Written by Anonymous


"identity crisis" by David Kessler
"identity crisis" by David Kessler

It’s so cliche; we all know how the story goes: What is your race? Multiple choice. One answer only. I fill in Asian, because to choose White seems like a complete erasure, bordering on a lie. I do not want to be another tally mark under that column, stripped of my identity, yet the scientific part of me squirms at the inaccuracy of claiming “Asian” outright.


How do you choose the greater half of a 50/50 split? By appearance? By language? By culture? By the desire to be unique? Every time I run into one of these situations, I feel like someone needs to teach survey-writers a thing or two about biology. 


This is not a trauma or even really a point of pain. More a mild annoyance—that my existence factors into so few people’s minds. Later they added “two or more races,” and now there’s sometimes even multi-select. How much progress we’ve made—that I can now be two data points instead of one.

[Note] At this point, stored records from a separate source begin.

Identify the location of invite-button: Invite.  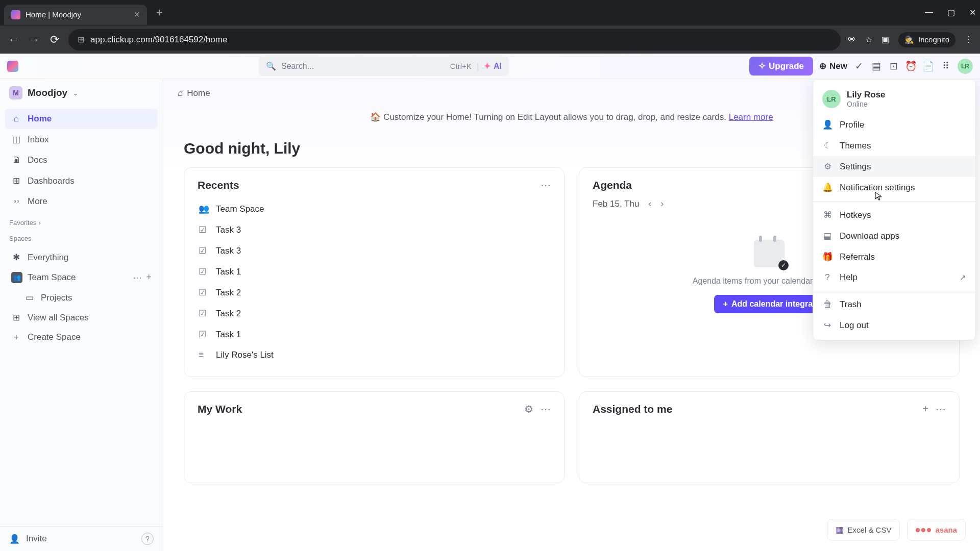
(37, 539).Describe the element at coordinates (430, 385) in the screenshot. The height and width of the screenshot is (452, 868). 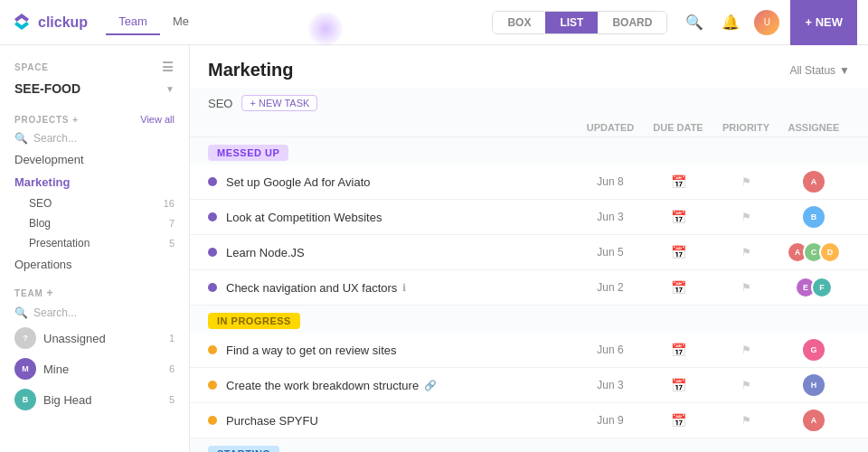
I see `link-icon: 🔗` at that location.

When I am in Taiwan, everyone can see the waiguoren blood running through me. My grandma always compliments my big, beautiful eyes, and when I ask her if she sees herself in me, she says I look so much like my father. Of course I do. She cannot see past the fact that I do not look Chinese.

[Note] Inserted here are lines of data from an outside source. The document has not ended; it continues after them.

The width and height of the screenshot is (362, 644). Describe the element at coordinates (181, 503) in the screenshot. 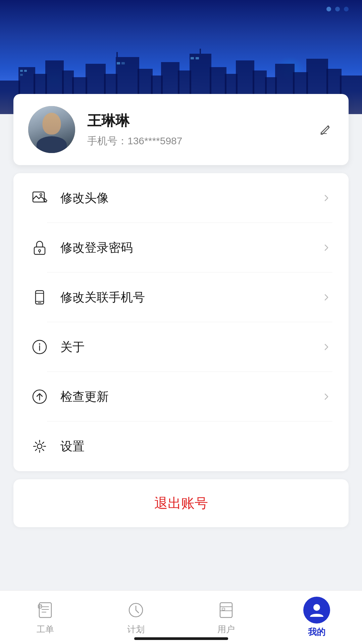

I see `logout-button: 退出账号` at that location.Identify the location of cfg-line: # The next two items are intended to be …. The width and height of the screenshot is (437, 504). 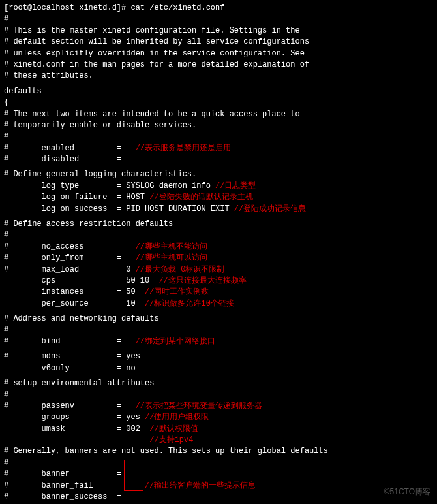
(218, 115).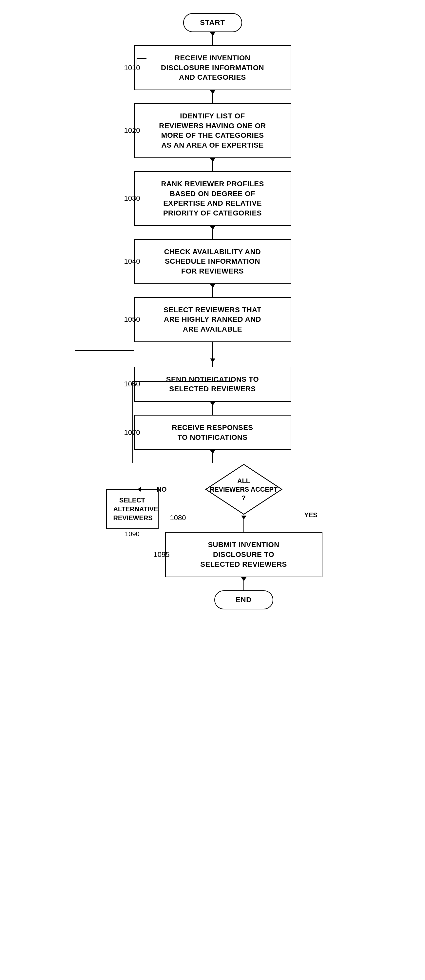 The image size is (425, 980). Describe the element at coordinates (105, 351) in the screenshot. I see `merge-line-h` at that location.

In Texas, they ask me where I’m from and comment on my “beautiful,” olive-mocha-caramel-latte skin. Sometimes I preen. Sometimes I chafe at the thinly veiled exoticism. My dad tells me how lucky I am that I got the looks of my mother. 


(What he means, I think, is that everyone loves that racial ambiguity.)

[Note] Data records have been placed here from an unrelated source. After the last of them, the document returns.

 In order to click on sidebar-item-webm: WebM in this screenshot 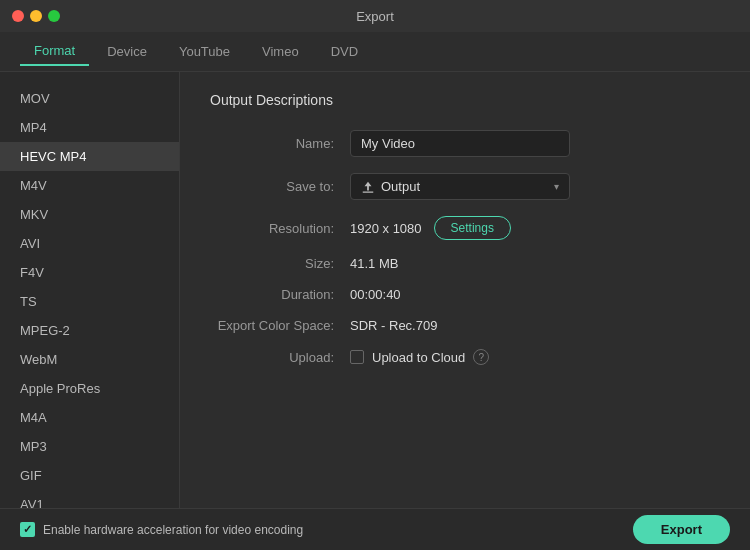, I will do `click(90, 360)`.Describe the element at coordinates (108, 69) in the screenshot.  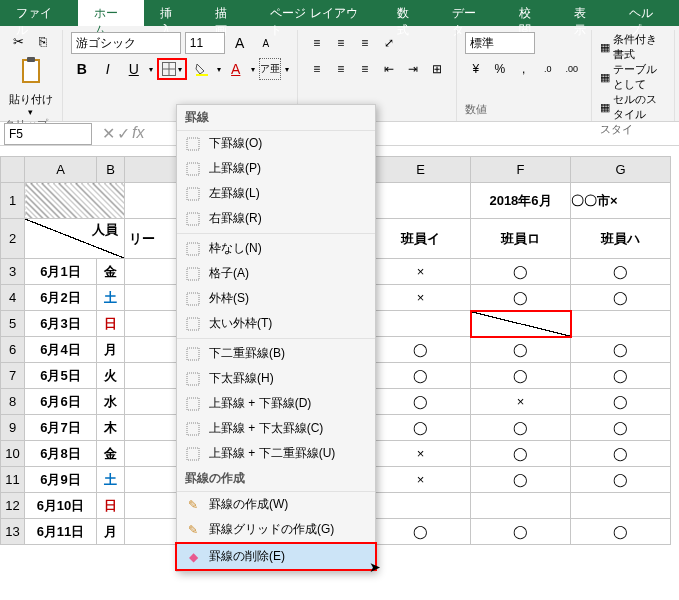
I see `italic-button: I` at that location.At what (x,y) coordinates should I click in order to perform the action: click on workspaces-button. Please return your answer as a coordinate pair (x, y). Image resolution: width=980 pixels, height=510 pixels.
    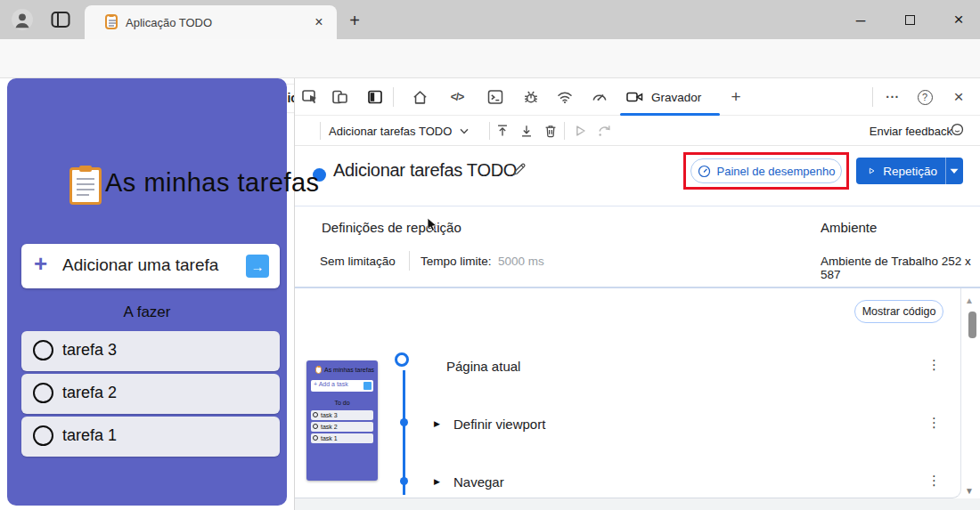
    Looking at the image, I should click on (61, 20).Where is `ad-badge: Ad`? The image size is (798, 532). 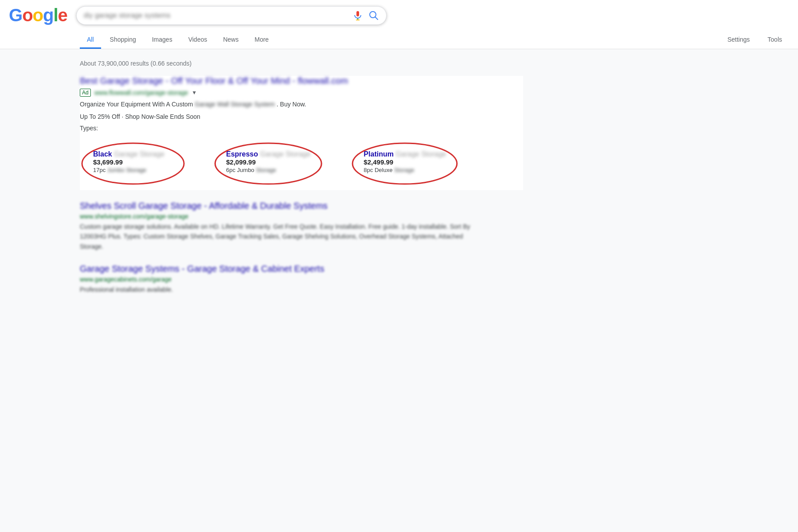
ad-badge: Ad is located at coordinates (85, 93).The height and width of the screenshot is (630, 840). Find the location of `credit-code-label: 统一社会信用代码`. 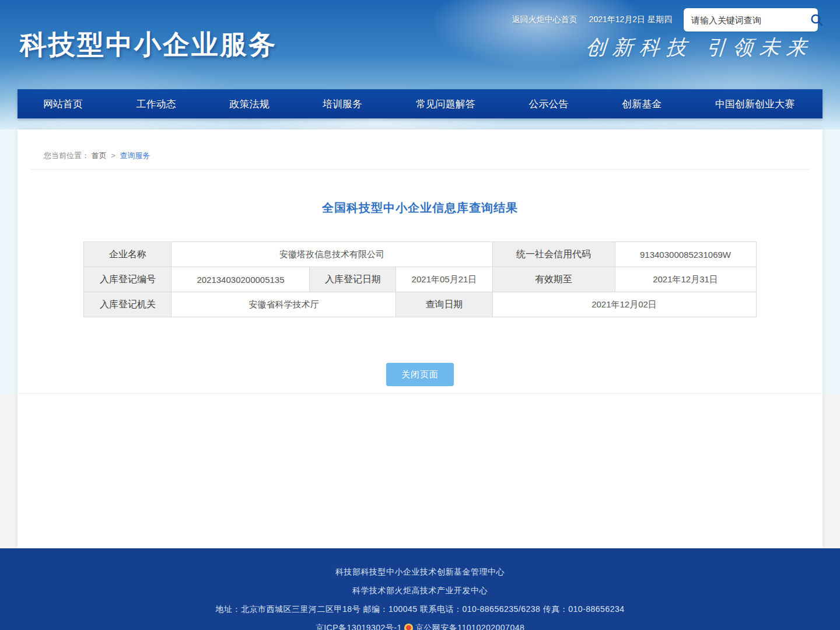

credit-code-label: 统一社会信用代码 is located at coordinates (554, 254).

I know their words are meant as compliments. But somewhere along the way “beautiful" became a euphemism for “different,” and I stopped wanting to be beautiful. I simply wanted to blend in.




I grew up in an area that was not diverse. Classic small-town Texas suburb, full of blonde cheerleaders that sold me a single idea of pretty. My friend group was a sort of amalgamation of anyone I could find who was smart, and kind, and many happened to come from immigrant families. When I went to college, everything was both infinitely better and infinitely worse: to be around people that did not assume the default state of personhood was Christian and white, to see everyone I loved settle into groups that they had been waiting for all their life. 


I was happy for them, of course, but I would watch from afar and ache—forever feeling slightly out of place, no matter where I was or who I was with.




Some days I wonder if my parents knew what they were doing. If my mother ever feared her baby growing into a woman who would realize the insurmountable distance created by language, if my father ever considered what it was like for his wife to see her parents age in yearly fragments as she raised children alone in this country. I wonder if they ever thought about how my sister and I would look, how we would speak, how we would feel when we were old enough to grapple with identity.


Oh, to be a stereotype. I know I am romanticizing the wrong thing, but how I wish to be in a group of people that look like me and have someone walk by and joke that we are indistinguishable—to lose myself in being a part of a whole. To have the same clothes, same music, same food, same language, same experiences as those around me. To know that my appearance accurately telegraphs my background to the world. 


Some days I want this more than I can describe. Some days it devastates me that I will never know what it is like: to be part of complete homogeneity. 




But I have written all this as if my identity is merely a burden, as if being biracial is solely a negative. It’s not.


It’s also a superpower—knowing that others cannot place you easily, knowing that you straddle two languages, two cultures, having grown up immersed in both. It’s meeting new people and having their eyes light up in surprise when you can speak their language, an instant line of connection in a foreign sea. It’s knowing that people like you did not exist a few centuries ago, that the blood running through your veins comes from lovers all over the globe. 


It’s hearing someone say you have a Taiwanese accent, and being warmed by the fact that your voice holds your family’s imprint. It’s understanding that although strangers cannot see it plainly on your face, your history shines through for those who simply care enough to listen.